Rethinking Marketing Effectiveness: Moving Beyond ROI

In today's marketing landscape, the age-old adage "Half of my advertising is wasted; I just don't know which half" still rings true. Proving marketing effectiveness remains a top challenge for marketers, despite having access to sophisticated tools and data.

The traditional focus on return on investment (ROI) often leads marketers to prioritise short-term gains at the expense of long-term brand building. As Peter Field, co-author of "The Long and the Short of It," cautions, an excessive focus on ROI can be "insanely dangerous" as it teaches marketers to go after low-hanging fruit rather than pursuing sustainable growth.

So, what should marketers measure if not just ROI? The answer lies in balancing short-term and long-term objectives through a "return on objectives" approach.

The Four Elements

  1. Set clear objectives aligned with strategy

  2. Track execution against the plan

  3. Measure campaign results

  4. Capture learnings and feed them back into the next cycle

While straightforward in theory, implementing this cycle is challenging. Common barriers include lack of clear objectives, inability to track progress, blame culture, short-term pressures, and failure to course-correct.

To unlock marketing effectiveness, brands must embed a "return on objectives" mindset and build capabilities within their marketing teams. This involves:

Planning activities to deliver core objectives: Focus on influencing specific behaviours, perceptions, or attitudes tied to your objectives, not just increasing sales or revenue.

Measuring the right things: Group KPIs into output (ultimate results like increased trial), input (execution metrics to achieve outputs), and efficiency (results per effort/investment).

Integrating strategy, plans, and execution: Ensure line of sight from long-term strategy down to individual activities and vice versa.

Linking volume and profit objectives: Only when they are the core objectives, not automatic defaults.

Fostering a learning culture: Move from justifying activities to learning, improving, and building creativity.

Prioritising what to measure: Focus on critical metrics, not everything.

The benefits of building this capability? Studies suggest a 3-8% potential improvement in top and bottom-line growth. Yet 60% of marketers still lack the right approaches.

Ultimately, marketing effectiveness requires a mindset shift - from "I think" to "I know" - by aligning objectives, building capabilities, and generating sustainable revenue growth through excellence in execution.

The Path Forward

  • Conduct an honest assessment of your organisation's biggest needs around objective-setting, measurement, and learning.

  • Start with high-impact areas, getting leadership support. Don't try to overhaul everything at once.

  • Embed processes that link strategy to execution, foster transparency and accountability, and enable continuous improvement.

  • Invest in building marketing teams' capabilities around objective-setting, measurement, and evaluation.

  • Balance long-term brand objectives with short-term performance goals.

In today's results-driven environment, it's tempting to fixate on short-term ROI. But the path to sustainable growth lies in a mindset anchored on "return on objectives" - balancing immediate performance with long-term brand equity.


◆ **Task to carry out**: Output every entry exactly, without any pictures.

◆ **Provided entries**:
#####

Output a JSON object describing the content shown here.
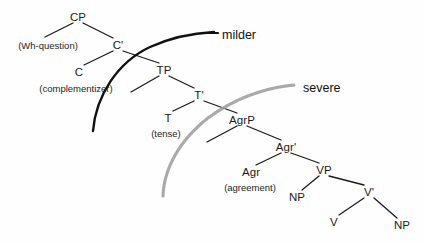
{
  "diagram": {
    "type": "syntax-tree",
    "title_visible": false,
    "background_color": "#fefefe",
    "branch_color": "#1b1b1b",
    "nodes": [
      {
        "id": "CP",
        "label": "CP",
        "x": 78,
        "y": 17
      },
      {
        "id": "Cbar",
        "label": "C'",
        "x": 118,
        "y": 45
      },
      {
        "id": "C",
        "label": "C",
        "x": 79,
        "y": 72
      },
      {
        "id": "TP",
        "label": "TP",
        "x": 164,
        "y": 70
      },
      {
        "id": "Tbar",
        "label": "T'",
        "x": 199,
        "y": 95
      },
      {
        "id": "T",
        "label": "T",
        "x": 168,
        "y": 118
      },
      {
        "id": "AgrP",
        "label": "AgrP",
        "x": 242,
        "y": 120
      },
      {
        "id": "Agrbar",
        "label": "Agr'",
        "x": 286,
        "y": 147
      },
      {
        "id": "Agr",
        "label": "Agr",
        "x": 251,
        "y": 172
      },
      {
        "id": "VP",
        "label": "VP",
        "x": 324,
        "y": 170
      },
      {
        "id": "NP1",
        "label": "NP",
        "x": 297,
        "y": 197
      },
      {
        "id": "Vbar",
        "label": "V'",
        "x": 369,
        "y": 192
      },
      {
        "id": "V",
        "label": "V",
        "x": 334,
        "y": 222
      },
      {
        "id": "NP2",
        "label": "NP",
        "x": 402,
        "y": 225
      }
    ],
    "glosses": [
      {
        "id": "wh",
        "label": "(Wh-question)",
        "x": 48,
        "y": 45
      },
      {
        "id": "complementizer",
        "label": "(complementizer)",
        "x": 76,
        "y": 88
      },
      {
        "id": "tense",
        "label": "(tense)",
        "x": 166,
        "y": 133
      },
      {
        "id": "agreement",
        "label": "(agreement)",
        "x": 250,
        "y": 187
      }
    ],
    "branches": [
      {
        "from": "CP",
        "to_x": 45,
        "to_y": 37,
        "note": "CP left branch (specifier)"
      },
      {
        "from": "CP",
        "to": "Cbar"
      },
      {
        "from": "Cbar",
        "to": "C"
      },
      {
        "from": "Cbar",
        "to": "TP"
      },
      {
        "from": "TP",
        "to_x": 131,
        "to_y": 92,
        "note": "TP left branch (specifier)"
      },
      {
        "from": "TP",
        "to": "Tbar"
      },
      {
        "from": "Tbar",
        "to": "T"
      },
      {
        "from": "Tbar",
        "to": "AgrP"
      },
      {
        "from": "AgrP",
        "to_x": 207,
        "to_y": 142,
        "note": "AgrP left branch (specifier)"
      },
      {
        "from": "AgrP",
        "to": "Agrbar"
      },
      {
        "from": "Agrbar",
        "to": "Agr"
      },
      {
        "from": "Agrbar",
        "to": "VP"
      },
      {
        "from": "VP",
        "to": "NP1"
      },
      {
        "from": "VP",
        "to": "Vbar"
      },
      {
        "from": "Vbar",
        "to": "V"
      },
      {
        "from": "Vbar",
        "to": "NP2"
      }
    ],
    "arcs": [
      {
        "id": "milder-arc",
        "label": "milder",
        "style": "solid-black",
        "color": "#111111",
        "label_x": 222,
        "label_y": 35,
        "path": "M 93 131 C 96 95, 118 62, 150 47 C 172 37, 196 33, 214 32"
      },
      {
        "id": "severe-arc",
        "label": "severe",
        "style": "dotted-gray",
        "color": "#9a9a9a",
        "label_x": 303,
        "label_y": 88,
        "path": "M 163 196 C 164 168, 180 140, 208 118 C 238 96, 270 87, 295 85"
      }
    ]
  }
}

#####

◆ **Response to the task**:
Output a JSON object describing the content shown here.
{
  "diagram": {
    "type": "syntax-tree",
    "title_visible": false,
    "background_color": "#fefefe",
    "branch_color": "#1b1b1b",
    "nodes": [
      {
        "id": "CP",
        "label": "CP",
        "x": 78,
        "y": 17
      },
      {
        "id": "Cbar",
        "label": "C'",
        "x": 118,
        "y": 45
      },
      {
        "id": "C",
        "label": "C",
        "x": 79,
        "y": 72
      },
      {
        "id": "TP",
        "label": "TP",
        "x": 164,
        "y": 70
      },
      {
        "id": "Tbar",
        "label": "T'",
        "x": 199,
        "y": 95
      },
      {
        "id": "T",
        "label": "T",
        "x": 168,
        "y": 118
      },
      {
        "id": "AgrP",
        "label": "AgrP",
        "x": 242,
        "y": 120
      },
      {
        "id": "Agrbar",
        "label": "Agr'",
        "x": 286,
        "y": 147
      },
      {
        "id": "Agr",
        "label": "Agr",
        "x": 251,
        "y": 172
      },
      {
        "id": "VP",
        "label": "VP",
        "x": 324,
        "y": 170
      },
      {
        "id": "NP1",
        "label": "NP",
        "x": 297,
        "y": 197
      },
      {
        "id": "Vbar",
        "label": "V'",
        "x": 369,
        "y": 192
      },
      {
        "id": "V",
        "label": "V",
        "x": 334,
        "y": 222
      },
      {
        "id": "NP2",
        "label": "NP",
        "x": 402,
        "y": 225
      }
    ],
    "glosses": [
      {
        "id": "wh",
        "label": "(Wh-question)",
        "x": 48,
        "y": 45
      },
      {
        "id": "complementizer",
        "label": "(complementizer)",
        "x": 76,
        "y": 88
      },
      {
        "id": "tense",
        "label": "(tense)",
        "x": 166,
        "y": 133
      },
      {
        "id": "agreement",
        "label": "(agreement)",
        "x": 250,
        "y": 187
      }
    ],
    "branches": [
      {
        "from": "CP",
        "to_x": 45,
        "to_y": 37,
        "note": "CP left branch (specifier)"
      },
      {
        "from": "CP",
        "to": "Cbar"
      },
      {
        "from": "Cbar",
        "to": "C"
      },
      {
        "from": "Cbar",
        "to": "TP"
      },
      {
        "from": "TP",
        "to_x": 131,
        "to_y": 92,
        "note": "TP left branch (specifier)"
      },
      {
        "from": "TP",
        "to": "Tbar"
      },
      {
        "from": "Tbar",
        "to": "T"
      },
      {
        "from": "Tbar",
        "to": "AgrP"
      },
      {
        "from": "AgrP",
        "to_x": 207,
        "to_y": 142,
        "note": "AgrP left branch (specifier)"
      },
      {
        "from": "AgrP",
        "to": "Agrbar"
      },
      {
        "from": "Agrbar",
        "to": "Agr"
      },
      {
        "from": "Agrbar",
        "to": "VP"
      },
      {
        "from": "VP",
        "to": "NP1"
      },
      {
        "from": "VP",
        "to": "Vbar"
      },
      {
        "from": "Vbar",
        "to": "V"
      },
      {
        "from": "Vbar",
        "to": "NP2"
      }
    ],
    "arcs": [
      {
        "id": "milder-arc",
        "label": "milder",
        "style": "solid-black",
        "color": "#111111",
        "label_x": 222,
        "label_y": 35,
        "path": "M 93 131 C 96 95, 118 62, 150 47 C 172 37, 196 33, 214 32"
      },
      {
        "id": "severe-arc",
        "label": "severe",
        "style": "dotted-gray",
        "color": "#9a9a9a",
        "label_x": 303,
        "label_y": 88,
        "path": "M 163 196 C 164 168, 180 140, 208 118 C 238 96, 270 87, 295 85"
      }
    ]
  }
}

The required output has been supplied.